Saved data entries:
□ □ □ □
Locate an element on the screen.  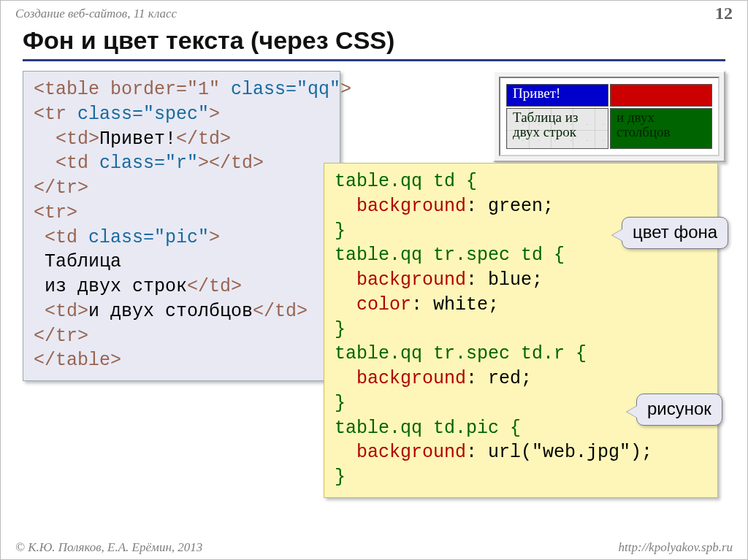
page-title: Фон и цвет текста (через CSS) is located at coordinates (374, 44).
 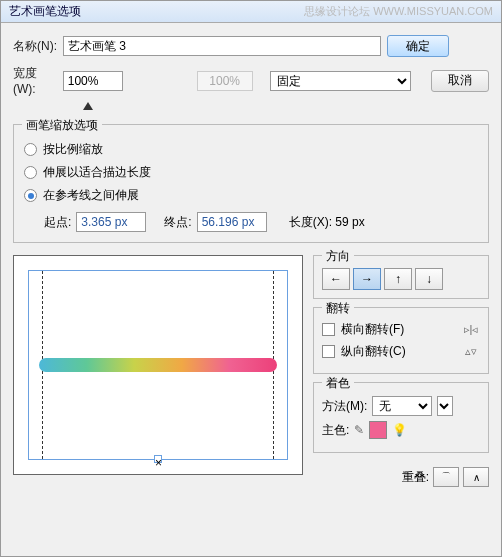 I want to click on flip-v-label: 纵向翻转(C), so click(x=374, y=352).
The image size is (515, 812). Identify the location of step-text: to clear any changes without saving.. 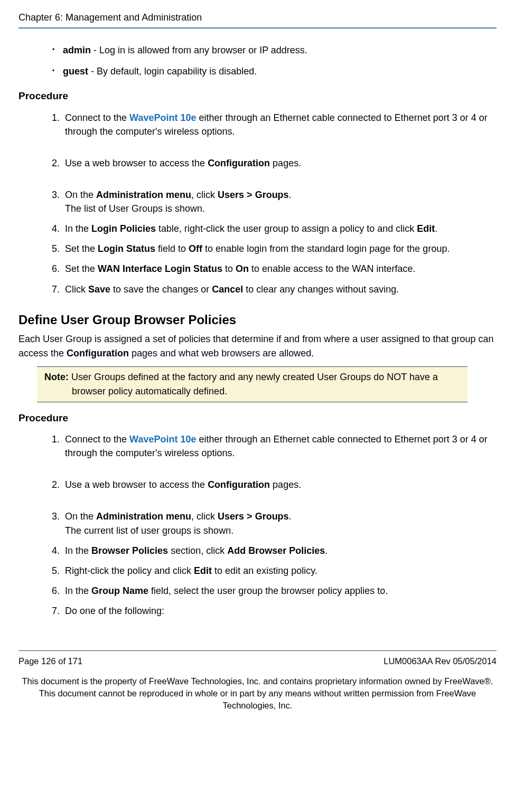
(321, 289).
□ □ □ □
◆ EXERCISE DESCRIPTION
Quote exactly, and nothing besides, the lines from the one with "The image size" through the end of the records above; include both ends and omit the pictures.

◆ EXERCISE RESPONSE
The image size is (515, 812). Identify the location of step-text: to clear any changes without saving.. 
(321, 289).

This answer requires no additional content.